Welcome on the ECCE-6 CDROM.

Conference logo

European Congress of Chemical Engineering - 6
Copenhagen 16-21 September 2007

Abstract 4071 - A structured-segregated approach for modeling the dynamics of microbial populations in the three-dimensional turbulent field of a stirred-tank bioreactor

A structured-segregated approach for modeling the dynamics of microbial populations in the three-dimensional turbulent field of a stirred-tank bioreactor

Special Symposium - Biotechnology

Invited Session on Biotechnology: Honoring Prof. John Villadsen (S-3)

Prof Matthias Reuss
University of Stuttgart
Institute of Biochemical Engineering
Allmandring 31, D-70569 Stuttgart
Germany

Keywords: Cellular systems, bioproduction processes, bioreactor modelling

A structured-segregated approach for modeling the dynamics of microbial populations in the three-dimensional turbulent field of a stirred-tank bioreactor – travelling along the lifelines of single cells

Matthias Reuss and Alexei Lapin (keynote lecture)

The physiological state of cellular systems and its related behaviour with respect to growth and product formation is the result of the complex interplay between the extracellular environment and the cellular machinery. Functionality of a biosystem for the purpose of bioproduction processes is therefore determined by the cooperative actions of the extracellular stimuli and dynamic responses inside the biological phase. Optimal engineering of bioreactors in which living cells function as the factories is further complicated because of the dynamic variations of the extracellular environment. This in turn may result in drastic changes in metabolism and final outcome of the process. A quantitative description of these phenomena should consequently rest upon the two interwoven aspects of structured bioreactor modelling:

(1) Complex interactions between the functional units of the cells, including the mathematical formulation of the dynamics of metabolism and the key regulation of this network in response to changes in the environment.
(2) Structure of the abiotic phases of the bioreactor to analyse mixing and other transport phenomena between the phases causing gradients in the concentrations of various substrates and products.

The contribution aims at introducing an Euler-Lagrange approach to characterize the behaviour of the heterogeneous cell population in a stirred-tank bioreactor with non-ideal mixing. The approach allows one to describe population behaviour at the outcome of the interaction between the intracellular state of the individual cell and the turbulent flow field in the reactor. The modelling approach and the numerical method employed are based on an Euler-Lagrange formulation of the system combined with a fractional-step method to allow for a stable, accurate, and numerically efficient solution of the underlying equations. This strategy permits one to account for the heterogeneity present in real reactors in both the abiotic and biotic phases. The example of sugar uptake (phosphotransferase system, PTS) of Escherichia coli cells growing in a fed-batch culture is used to illustrate the application of the approach. The activity of the uptake system depends on the local concentration of glucose as well as the ratio of the intracellular concentrations of phosphoenolpyruvate and pyruvate, which in turn is a function of the history of the individual cell. The simulation results point to distinct differences in the viability of the cells at different scale of operation.

Presented Wednesday 19, 15:30 to 16:00, in session Invited Session on Biotechnology: Honoring Prof. John Villadsen (S-3).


**EXERCISE DIRECTIONS**
Each line that contains the word "nerve" is to be copied from the records below.

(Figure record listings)
┏━━
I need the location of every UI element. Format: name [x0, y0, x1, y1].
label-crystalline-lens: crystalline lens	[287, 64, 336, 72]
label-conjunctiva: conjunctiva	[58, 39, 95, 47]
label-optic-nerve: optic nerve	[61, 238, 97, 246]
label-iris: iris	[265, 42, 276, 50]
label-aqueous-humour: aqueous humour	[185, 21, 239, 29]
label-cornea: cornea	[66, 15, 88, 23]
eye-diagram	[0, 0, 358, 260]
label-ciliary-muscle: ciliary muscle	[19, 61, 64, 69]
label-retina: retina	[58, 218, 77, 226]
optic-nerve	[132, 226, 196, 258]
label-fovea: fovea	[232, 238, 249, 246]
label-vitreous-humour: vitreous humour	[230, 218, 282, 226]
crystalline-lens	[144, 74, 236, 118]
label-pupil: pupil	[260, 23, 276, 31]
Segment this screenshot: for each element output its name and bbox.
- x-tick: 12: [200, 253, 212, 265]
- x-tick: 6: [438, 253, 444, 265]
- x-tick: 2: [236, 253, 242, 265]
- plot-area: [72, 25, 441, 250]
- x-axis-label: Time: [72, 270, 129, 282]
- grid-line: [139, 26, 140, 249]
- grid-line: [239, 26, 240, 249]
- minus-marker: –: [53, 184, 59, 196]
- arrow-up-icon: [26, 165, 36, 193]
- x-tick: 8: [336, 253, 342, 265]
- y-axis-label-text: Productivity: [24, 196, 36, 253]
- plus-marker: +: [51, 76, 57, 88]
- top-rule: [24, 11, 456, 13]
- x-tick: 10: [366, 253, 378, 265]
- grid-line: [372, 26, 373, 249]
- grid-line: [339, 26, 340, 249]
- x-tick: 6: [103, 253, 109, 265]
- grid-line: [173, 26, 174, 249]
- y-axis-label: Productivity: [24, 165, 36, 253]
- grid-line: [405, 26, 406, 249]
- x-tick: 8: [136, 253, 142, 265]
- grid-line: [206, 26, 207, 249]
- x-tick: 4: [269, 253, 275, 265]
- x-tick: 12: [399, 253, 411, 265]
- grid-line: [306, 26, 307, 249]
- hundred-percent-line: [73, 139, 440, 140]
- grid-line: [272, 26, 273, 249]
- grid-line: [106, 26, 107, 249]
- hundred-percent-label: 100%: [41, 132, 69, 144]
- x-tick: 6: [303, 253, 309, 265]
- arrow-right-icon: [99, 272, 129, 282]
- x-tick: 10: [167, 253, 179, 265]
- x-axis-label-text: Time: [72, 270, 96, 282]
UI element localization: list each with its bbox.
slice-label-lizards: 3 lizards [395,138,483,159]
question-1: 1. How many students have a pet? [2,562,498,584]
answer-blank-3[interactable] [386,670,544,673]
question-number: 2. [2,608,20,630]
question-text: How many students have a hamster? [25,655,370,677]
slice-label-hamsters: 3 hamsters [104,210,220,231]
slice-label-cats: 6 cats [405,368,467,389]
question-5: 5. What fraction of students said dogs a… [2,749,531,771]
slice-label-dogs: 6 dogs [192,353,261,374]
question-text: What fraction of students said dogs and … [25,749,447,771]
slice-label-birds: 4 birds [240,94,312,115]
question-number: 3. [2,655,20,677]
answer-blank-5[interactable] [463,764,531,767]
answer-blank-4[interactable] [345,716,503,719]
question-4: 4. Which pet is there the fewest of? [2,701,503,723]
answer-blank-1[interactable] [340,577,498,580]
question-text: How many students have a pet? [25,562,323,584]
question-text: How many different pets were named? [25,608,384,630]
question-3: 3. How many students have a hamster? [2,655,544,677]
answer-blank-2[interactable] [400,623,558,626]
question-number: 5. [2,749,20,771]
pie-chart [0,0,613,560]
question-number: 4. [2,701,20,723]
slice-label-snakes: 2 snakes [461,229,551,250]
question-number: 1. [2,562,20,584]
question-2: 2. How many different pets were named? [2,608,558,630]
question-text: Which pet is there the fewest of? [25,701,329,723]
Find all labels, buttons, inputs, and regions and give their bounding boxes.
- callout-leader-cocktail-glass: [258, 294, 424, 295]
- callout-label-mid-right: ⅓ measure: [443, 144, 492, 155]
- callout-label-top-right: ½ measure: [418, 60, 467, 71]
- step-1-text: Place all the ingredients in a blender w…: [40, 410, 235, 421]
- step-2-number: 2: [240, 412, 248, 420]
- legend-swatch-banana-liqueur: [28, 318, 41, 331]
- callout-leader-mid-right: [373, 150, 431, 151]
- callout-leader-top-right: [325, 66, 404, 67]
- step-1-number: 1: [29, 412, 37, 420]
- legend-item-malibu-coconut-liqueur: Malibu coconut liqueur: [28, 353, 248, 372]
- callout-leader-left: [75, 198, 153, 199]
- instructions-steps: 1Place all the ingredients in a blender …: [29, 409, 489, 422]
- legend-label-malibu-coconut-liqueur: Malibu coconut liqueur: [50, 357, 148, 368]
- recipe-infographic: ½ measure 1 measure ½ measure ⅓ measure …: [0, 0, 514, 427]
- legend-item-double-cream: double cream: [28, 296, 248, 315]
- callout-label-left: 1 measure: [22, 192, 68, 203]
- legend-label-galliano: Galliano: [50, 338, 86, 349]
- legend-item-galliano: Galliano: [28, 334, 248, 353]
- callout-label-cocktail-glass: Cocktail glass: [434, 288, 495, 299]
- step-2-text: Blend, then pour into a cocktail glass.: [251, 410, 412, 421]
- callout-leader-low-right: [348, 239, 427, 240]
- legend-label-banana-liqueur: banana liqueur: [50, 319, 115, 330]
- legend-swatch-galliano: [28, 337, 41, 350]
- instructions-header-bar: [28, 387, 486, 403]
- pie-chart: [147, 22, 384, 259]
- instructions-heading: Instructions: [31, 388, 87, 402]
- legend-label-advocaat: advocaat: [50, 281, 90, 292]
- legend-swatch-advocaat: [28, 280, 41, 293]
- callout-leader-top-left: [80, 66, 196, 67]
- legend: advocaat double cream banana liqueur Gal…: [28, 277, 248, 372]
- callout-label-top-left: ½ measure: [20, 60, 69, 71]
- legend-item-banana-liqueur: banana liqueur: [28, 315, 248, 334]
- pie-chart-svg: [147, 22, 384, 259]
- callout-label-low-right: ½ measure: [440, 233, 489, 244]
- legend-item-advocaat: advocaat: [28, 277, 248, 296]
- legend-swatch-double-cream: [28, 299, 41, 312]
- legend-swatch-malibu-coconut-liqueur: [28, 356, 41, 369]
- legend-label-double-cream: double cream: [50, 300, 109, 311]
┗━━
┏━━
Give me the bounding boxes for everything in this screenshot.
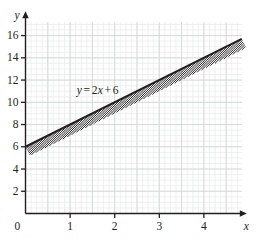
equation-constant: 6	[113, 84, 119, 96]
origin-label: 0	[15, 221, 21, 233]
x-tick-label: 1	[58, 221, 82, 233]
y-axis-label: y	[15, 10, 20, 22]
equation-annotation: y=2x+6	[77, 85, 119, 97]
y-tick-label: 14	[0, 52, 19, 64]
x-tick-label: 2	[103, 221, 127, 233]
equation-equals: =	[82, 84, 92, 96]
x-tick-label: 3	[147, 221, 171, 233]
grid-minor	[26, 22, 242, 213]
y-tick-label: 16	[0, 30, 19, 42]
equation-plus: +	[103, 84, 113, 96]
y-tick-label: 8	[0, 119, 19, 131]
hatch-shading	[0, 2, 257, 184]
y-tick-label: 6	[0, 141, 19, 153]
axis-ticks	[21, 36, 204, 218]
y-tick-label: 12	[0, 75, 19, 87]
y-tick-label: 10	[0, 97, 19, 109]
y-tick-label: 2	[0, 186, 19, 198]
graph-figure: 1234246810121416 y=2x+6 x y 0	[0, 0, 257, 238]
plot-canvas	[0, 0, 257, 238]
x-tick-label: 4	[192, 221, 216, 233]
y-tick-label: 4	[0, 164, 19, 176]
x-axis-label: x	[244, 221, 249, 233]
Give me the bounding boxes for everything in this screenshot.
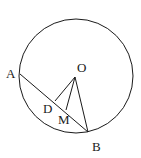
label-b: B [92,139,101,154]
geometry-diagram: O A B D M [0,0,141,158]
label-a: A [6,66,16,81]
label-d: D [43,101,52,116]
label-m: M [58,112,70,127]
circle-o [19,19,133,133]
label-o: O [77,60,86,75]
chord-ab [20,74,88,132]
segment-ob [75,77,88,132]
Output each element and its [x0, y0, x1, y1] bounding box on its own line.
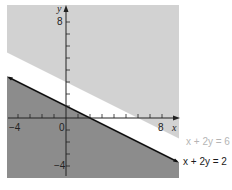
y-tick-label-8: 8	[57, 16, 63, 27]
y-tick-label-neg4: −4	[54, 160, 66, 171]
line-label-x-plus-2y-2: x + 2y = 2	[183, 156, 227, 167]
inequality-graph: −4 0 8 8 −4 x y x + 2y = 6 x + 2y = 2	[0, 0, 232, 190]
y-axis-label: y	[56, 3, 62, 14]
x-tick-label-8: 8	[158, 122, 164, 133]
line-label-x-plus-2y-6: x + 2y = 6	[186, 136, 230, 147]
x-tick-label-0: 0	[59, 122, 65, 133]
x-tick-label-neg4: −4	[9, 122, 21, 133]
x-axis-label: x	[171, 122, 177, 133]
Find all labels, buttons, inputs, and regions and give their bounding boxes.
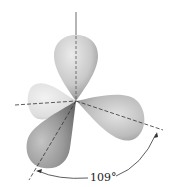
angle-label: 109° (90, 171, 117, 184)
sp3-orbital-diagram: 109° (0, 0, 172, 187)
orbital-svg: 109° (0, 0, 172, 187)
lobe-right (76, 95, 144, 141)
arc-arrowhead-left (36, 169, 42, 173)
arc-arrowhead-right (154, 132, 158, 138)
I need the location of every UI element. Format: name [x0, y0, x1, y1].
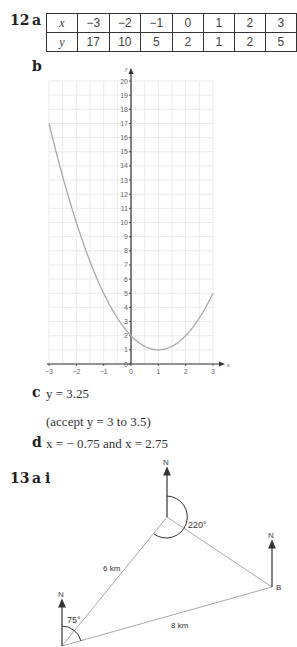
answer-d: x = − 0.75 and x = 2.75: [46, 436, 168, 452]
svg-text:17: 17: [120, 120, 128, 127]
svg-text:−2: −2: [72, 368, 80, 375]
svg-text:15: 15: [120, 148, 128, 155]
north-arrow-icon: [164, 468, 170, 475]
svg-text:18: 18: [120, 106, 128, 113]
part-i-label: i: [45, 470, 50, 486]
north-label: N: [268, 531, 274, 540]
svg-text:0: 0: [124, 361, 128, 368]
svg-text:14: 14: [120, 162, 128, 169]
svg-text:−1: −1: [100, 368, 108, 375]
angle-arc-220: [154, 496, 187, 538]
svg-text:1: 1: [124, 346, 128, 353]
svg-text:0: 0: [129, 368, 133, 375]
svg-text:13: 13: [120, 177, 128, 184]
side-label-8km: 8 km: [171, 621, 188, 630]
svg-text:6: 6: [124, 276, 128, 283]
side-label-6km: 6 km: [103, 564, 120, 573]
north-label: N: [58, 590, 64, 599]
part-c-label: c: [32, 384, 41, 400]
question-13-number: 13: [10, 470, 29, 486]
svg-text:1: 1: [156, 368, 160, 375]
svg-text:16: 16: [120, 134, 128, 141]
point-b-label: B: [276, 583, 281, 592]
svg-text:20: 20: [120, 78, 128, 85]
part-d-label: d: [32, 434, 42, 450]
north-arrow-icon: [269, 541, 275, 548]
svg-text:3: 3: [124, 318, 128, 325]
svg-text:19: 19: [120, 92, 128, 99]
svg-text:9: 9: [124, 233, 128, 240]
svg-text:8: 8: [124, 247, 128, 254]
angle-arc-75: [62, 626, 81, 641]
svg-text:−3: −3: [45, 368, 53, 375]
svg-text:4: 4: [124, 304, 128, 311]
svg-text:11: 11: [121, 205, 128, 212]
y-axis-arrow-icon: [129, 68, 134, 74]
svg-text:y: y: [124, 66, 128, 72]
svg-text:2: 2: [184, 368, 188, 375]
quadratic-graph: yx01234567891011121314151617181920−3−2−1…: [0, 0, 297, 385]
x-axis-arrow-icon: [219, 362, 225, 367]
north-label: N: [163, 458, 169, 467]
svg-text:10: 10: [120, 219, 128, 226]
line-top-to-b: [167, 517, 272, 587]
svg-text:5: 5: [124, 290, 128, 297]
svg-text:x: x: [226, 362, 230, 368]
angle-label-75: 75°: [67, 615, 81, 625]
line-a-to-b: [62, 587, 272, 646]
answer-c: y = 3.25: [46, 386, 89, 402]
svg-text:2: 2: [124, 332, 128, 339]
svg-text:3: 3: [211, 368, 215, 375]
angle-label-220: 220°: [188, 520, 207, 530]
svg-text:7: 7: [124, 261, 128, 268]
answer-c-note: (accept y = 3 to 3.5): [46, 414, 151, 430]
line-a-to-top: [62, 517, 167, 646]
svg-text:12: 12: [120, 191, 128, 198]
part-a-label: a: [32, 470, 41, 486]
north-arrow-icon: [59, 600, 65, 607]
┗━━
**PROBLEM SOLUTION**
label-optic-nerve: optic nerve	[61, 238, 97, 246]
optic-nerve	[132, 226, 196, 258]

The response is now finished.